A background pattern with a look of rough fabric.
Source V. Hartikainen
Prismatic Geometric Pattern Background 2
Source GDJ
Background Wall, Art Abstract, Block Well & CC0 texture.
Source Ractapopulous
Remixed from a design seen in 'Burghley. The Life of William Cecil', William Charlton, 1857. The tile this is based on can be had by selecting the rectangle in Inkscape and using shift+alt+i.
Source Firkin
This metal background pattern resembles a metal plate with rivets. Solid rivets on a metal plate.
Source V. Hartikainen
An alternative colour scheme for the original background.
Source Firkin
Vector version of a png that was uploaded to Pixabay by pencilparker
Source Firkin
Remixed from a drawing that was uploaded to Pixabay by captenpub.
Source Firkin
Number 4 in a series of 5 beautiful patterns. Can be found in colors on the submitter’s website.
Source Janos Koos
Pattern produced in Paint.net using the Vibrato plug-in.
Source Firkin
Just the symbols of the signs of the zodiac distributed in a chequer board-like pattern
Source Firkin
A repeating background of beige (or is it more vanilla yellow) textured stripes. One more background with stripes.
Source V. Hartikainen
This one resembles a black concrete wall when is tiled. It should look great, at least with dark website themes.
Source V. Hartikainen
Zerro CC tillable texture of stones photographed and made by me. CC0
Source Sojan Janso
A good starting point for a cardboard pattern. This would work well in a variety of colors.
Source Atle Mo
Here's a camo print with more tan and less green, such as might be used in a desert scenario. This is tileable, so it can be used as a wallpaper or background.
Source Eady
Dead simple but beautiful horizontal line pattern.
Source Fabian Schultz
Drawn in Paint.net and vectorised in Vector Magic.
Source Firkin
The file was named striped lens, but hey – Translucent Fibres works too.
Source Angelica
Prismatic Geometric Pattern Background No Black
Source GDJ
Prismatic Groovy Concentric Background 5 No Black
Source GDJ
The image depicts an edo-era pattern called "same-komon" or "鮫小紋"which looks like a shark skin.The "same" in Japanese means shark in English.
Source Yamachem
Drawn in Paint.net using the kaleidoscope plug-in and vectorised.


_ACTIVITY_
What is the number of lines in the entries that contain "title"? Reply with that number only.

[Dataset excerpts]
- Opening Delimiter -

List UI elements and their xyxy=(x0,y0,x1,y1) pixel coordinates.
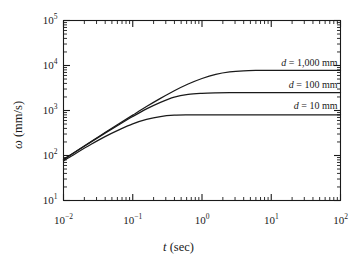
y-tick-label: 102 xyxy=(43,150,58,161)
x-tick-label: 10−2 xyxy=(24,215,104,226)
y-tick-label: 101 xyxy=(43,195,58,206)
x-tick-label: 102 xyxy=(301,215,357,226)
x-tick-label: 101 xyxy=(231,215,311,226)
x-axis-title: t (sec) xyxy=(0,241,357,254)
chart-canvas xyxy=(0,0,357,269)
series-label-d-10mm: d = 10 mm xyxy=(0,101,338,111)
figure: 101 102 103 104 105 10−2 10−1 100 101 10… xyxy=(0,0,357,269)
x-tick-label: 100 xyxy=(162,215,242,226)
y-tick-label: 105 xyxy=(43,15,58,26)
x-tick-label: 10−1 xyxy=(93,215,173,226)
series-label-d-1000mm: d = 1,000 mm xyxy=(0,58,338,68)
chart-background xyxy=(0,0,357,269)
series-label-d-100mm: d = 100 mm xyxy=(0,80,338,90)
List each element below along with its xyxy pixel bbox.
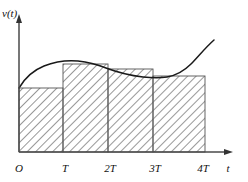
x-axis-label: t xyxy=(226,162,230,174)
tick-label-T: T xyxy=(62,162,69,174)
bar-interval-2T-3T xyxy=(108,69,153,152)
x-tick-labels: O T 2T 3T 4T xyxy=(15,162,210,174)
step-approximation-plot: v(t) t O T 2T 3T 4T xyxy=(0,0,248,182)
tick-label-origin: O xyxy=(15,162,23,174)
tick-label-2T: 2T xyxy=(104,162,117,174)
staircase-rectangles xyxy=(19,64,205,152)
x-axis-arrowhead xyxy=(224,149,233,155)
bar-interval-0-T xyxy=(19,88,63,152)
tick-label-3T: 3T xyxy=(148,162,162,174)
y-axis-label: v(t) xyxy=(2,7,18,20)
bar-interval-T-2T xyxy=(63,64,108,152)
bar-interval-3T-4T xyxy=(153,76,205,152)
figure-container: v(t) t O T 2T 3T 4T xyxy=(0,0,248,182)
tick-label-4T: 4T xyxy=(197,162,210,174)
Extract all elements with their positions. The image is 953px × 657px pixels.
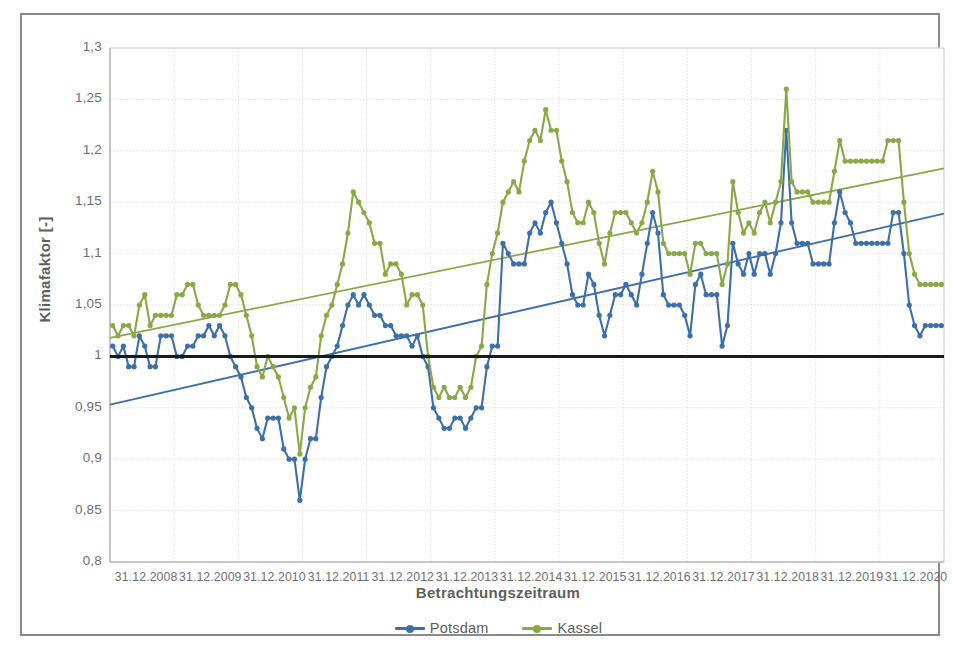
- series-marker: [687, 272, 692, 277]
- series-marker: [666, 302, 671, 307]
- series-marker: [244, 395, 249, 400]
- series-marker: [511, 179, 516, 184]
- series-marker: [169, 313, 174, 318]
- series-marker: [816, 261, 821, 266]
- series-marker: [714, 292, 719, 297]
- series-marker: [928, 323, 933, 328]
- series-marker: [153, 364, 158, 369]
- series-marker: [303, 405, 308, 410]
- series-marker: [495, 344, 500, 349]
- series-marker: [575, 220, 580, 225]
- series-marker: [810, 261, 815, 266]
- series-marker: [297, 498, 302, 503]
- series-marker: [736, 210, 741, 215]
- series-marker: [837, 138, 842, 143]
- series-marker: [581, 302, 586, 307]
- series-marker: [212, 333, 217, 338]
- series-marker: [137, 302, 142, 307]
- series-marker: [586, 272, 591, 277]
- series-marker: [933, 282, 938, 287]
- series-marker: [543, 107, 548, 112]
- series-marker: [431, 405, 436, 410]
- series-marker: [126, 323, 131, 328]
- series-marker: [639, 272, 644, 277]
- series-marker: [762, 251, 767, 256]
- series-marker: [714, 251, 719, 256]
- series-marker: [837, 189, 842, 194]
- series-marker: [810, 200, 815, 205]
- series-marker: [650, 210, 655, 215]
- series-marker: [447, 395, 452, 400]
- series-marker: [613, 292, 618, 297]
- series-marker: [639, 220, 644, 225]
- series-marker: [420, 302, 425, 307]
- series-marker: [645, 200, 650, 205]
- series-marker: [110, 344, 115, 349]
- series-marker: [805, 189, 810, 194]
- series-marker: [297, 451, 302, 456]
- y-tick-label: 1,1: [50, 245, 102, 260]
- series-marker: [687, 333, 692, 338]
- series-marker: [896, 210, 901, 215]
- series-marker: [212, 313, 217, 318]
- series-marker: [725, 323, 730, 328]
- series-marker: [452, 395, 457, 400]
- series-marker: [351, 292, 356, 297]
- series-marker: [522, 158, 527, 163]
- series-marker: [677, 251, 682, 256]
- series-marker: [859, 158, 864, 163]
- series-marker: [484, 364, 489, 369]
- series-marker: [607, 313, 612, 318]
- legend-item-potsdam[interactable]: Potsdam: [395, 620, 489, 636]
- series-marker: [351, 189, 356, 194]
- series-marker: [340, 323, 345, 328]
- series-marker: [538, 230, 543, 235]
- series-marker: [885, 138, 890, 143]
- x-axis-title: Betrachtungszeitraum: [322, 584, 674, 601]
- series-marker: [789, 220, 794, 225]
- series-marker: [361, 210, 366, 215]
- y-tick-label: 0,95: [50, 399, 102, 414]
- series-marker: [196, 333, 201, 338]
- series-marker: [372, 241, 377, 246]
- series-marker: [554, 220, 559, 225]
- series-marker: [548, 200, 553, 205]
- legend-label: Potsdam: [430, 620, 489, 636]
- series-marker: [746, 220, 751, 225]
- series-marker: [800, 241, 805, 246]
- series-marker: [581, 220, 586, 225]
- series-marker: [671, 251, 676, 256]
- series-marker: [869, 241, 874, 246]
- series-marker: [698, 241, 703, 246]
- series-marker: [201, 333, 206, 338]
- series-marker: [741, 272, 746, 277]
- series-marker: [778, 179, 783, 184]
- x-tick-label: 31.12.2020: [870, 570, 953, 584]
- series-marker: [238, 374, 243, 379]
- series-marker: [736, 261, 741, 266]
- series-marker: [768, 220, 773, 225]
- series-marker: [693, 282, 698, 287]
- series-marker: [399, 333, 404, 338]
- y-tick-label: 0,8: [50, 553, 102, 568]
- series-marker: [859, 241, 864, 246]
- series-marker: [816, 200, 821, 205]
- series-marker: [458, 385, 463, 390]
- series-marker: [917, 333, 922, 338]
- chart-plot-container: Klimafaktor [-] Betrachtungszeitraum 1,3…: [22, 15, 953, 657]
- series-marker: [559, 241, 564, 246]
- series-marker: [671, 302, 676, 307]
- series-marker: [158, 333, 163, 338]
- legend-item-kassel[interactable]: Kassel: [522, 620, 602, 636]
- series-marker: [367, 302, 372, 307]
- series-marker: [885, 241, 890, 246]
- series-marker: [463, 426, 468, 431]
- series-marker: [431, 385, 436, 390]
- series-marker: [270, 364, 275, 369]
- series-marker: [506, 189, 511, 194]
- series-marker: [303, 457, 308, 462]
- series-marker: [196, 302, 201, 307]
- series-marker: [180, 292, 185, 297]
- series-marker: [201, 313, 206, 318]
- series-marker: [923, 323, 928, 328]
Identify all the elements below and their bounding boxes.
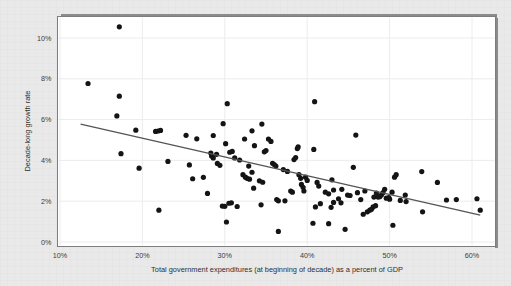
data-point <box>316 184 321 189</box>
data-point <box>338 200 343 205</box>
data-point <box>229 200 234 205</box>
data-point <box>394 172 399 177</box>
data-point <box>258 202 263 207</box>
data-point <box>305 178 310 183</box>
plot-area <box>58 17 496 247</box>
data-point <box>358 197 363 202</box>
data-point <box>223 141 228 146</box>
data-point <box>235 204 240 209</box>
data-point <box>312 99 317 104</box>
data-point <box>246 164 251 169</box>
x-tick-label: 40% <box>300 251 315 260</box>
data-point <box>420 209 425 214</box>
data-point <box>310 221 315 226</box>
data-point <box>331 200 336 205</box>
data-point <box>403 199 408 204</box>
data-point <box>194 136 199 141</box>
data-point <box>268 139 273 144</box>
x-tick-label: 20% <box>135 251 150 260</box>
data-point <box>260 180 265 185</box>
data-point <box>187 162 192 167</box>
data-point <box>263 148 268 153</box>
x-tick-label: 10% <box>53 251 68 260</box>
data-point <box>296 144 301 149</box>
data-point <box>205 191 210 196</box>
data-point <box>373 203 378 208</box>
y-axis-title: Decade-long growth rate <box>23 91 32 172</box>
data-point <box>117 24 122 29</box>
chart-figure: 10%20%30%40%50%60% 0%2%4%6%8%10% Total g… <box>0 0 511 286</box>
data-point <box>156 208 161 213</box>
data-point <box>419 169 424 174</box>
data-point <box>382 187 387 192</box>
data-point <box>158 128 163 133</box>
data-point <box>339 187 344 192</box>
data-point <box>259 121 264 126</box>
data-point <box>474 196 479 201</box>
y-tick-label: 8% <box>41 74 52 83</box>
data-point <box>478 208 483 213</box>
data-point <box>276 229 281 234</box>
data-point <box>201 175 206 180</box>
x-tick-label: 30% <box>218 251 233 260</box>
data-point <box>225 101 230 106</box>
scatter-plot: 10%20%30%40%50%60% 0%2%4%6%8%10% Total g… <box>0 0 511 286</box>
data-point <box>114 113 119 118</box>
data-point <box>221 121 226 126</box>
y-tick-label: 4% <box>41 156 52 165</box>
y-tick-label: 10% <box>37 34 52 43</box>
data-point <box>355 190 360 195</box>
data-point <box>290 190 295 195</box>
data-point <box>276 198 281 203</box>
data-point <box>272 162 277 167</box>
data-point <box>313 204 318 209</box>
data-point <box>390 223 395 228</box>
data-point <box>454 197 459 202</box>
data-point <box>444 197 449 202</box>
data-point <box>222 204 227 209</box>
data-point <box>217 163 222 168</box>
data-point <box>343 227 348 232</box>
data-point <box>347 193 352 198</box>
data-point <box>211 133 216 138</box>
data-point <box>190 176 195 181</box>
data-point <box>293 155 298 160</box>
y-tick-label: 0% <box>41 238 52 247</box>
data-point <box>331 187 336 192</box>
data-point <box>165 159 170 164</box>
data-point <box>387 197 392 202</box>
data-point <box>435 180 440 185</box>
x-axis-title: Total government expenditures (at beginn… <box>151 265 403 274</box>
data-point <box>351 165 356 170</box>
data-point <box>251 186 256 191</box>
data-point <box>353 133 358 138</box>
data-point <box>326 191 331 196</box>
data-point <box>242 136 247 141</box>
data-point <box>301 188 306 193</box>
y-tick-label: 6% <box>41 115 52 124</box>
x-tick-label: 60% <box>465 251 480 260</box>
data-point <box>133 128 138 133</box>
data-point <box>398 198 403 203</box>
data-point <box>230 149 235 154</box>
data-point <box>249 128 254 133</box>
data-point <box>329 205 334 210</box>
data-point <box>118 151 123 156</box>
data-point <box>252 143 257 148</box>
data-point <box>282 198 287 203</box>
data-point <box>311 147 316 152</box>
y-axis-ticks: 0%2%4%6%8%10% <box>37 34 52 247</box>
data-point <box>298 176 303 181</box>
y-tick-label: 2% <box>41 197 52 206</box>
data-point <box>117 94 122 99</box>
x-axis-ticks: 10%20%30%40%50%60% <box>53 251 480 260</box>
data-point <box>361 212 366 217</box>
data-point <box>247 177 252 182</box>
data-point <box>318 201 323 206</box>
x-tick-label: 50% <box>382 251 397 260</box>
data-point <box>326 221 331 226</box>
data-point <box>137 166 142 171</box>
data-point <box>85 81 90 86</box>
data-point <box>224 219 229 224</box>
data-point <box>183 133 188 138</box>
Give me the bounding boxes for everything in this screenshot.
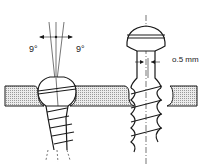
bone-plate bbox=[5, 86, 197, 106]
left-screw bbox=[38, 22, 76, 162]
angle-label-left: 9° bbox=[29, 45, 38, 54]
screw-angle-diagram bbox=[0, 0, 209, 168]
right-screw bbox=[127, 15, 165, 166]
angle-label-right: 9° bbox=[76, 45, 85, 54]
clearance-label: o.5 mm bbox=[172, 56, 199, 64]
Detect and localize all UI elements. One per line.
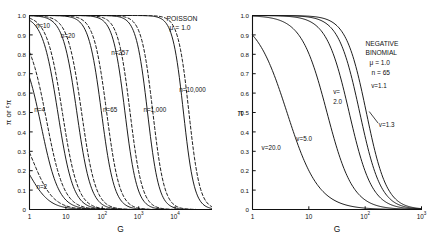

- Closing Delimiter -

_TASK RESPONSE_
4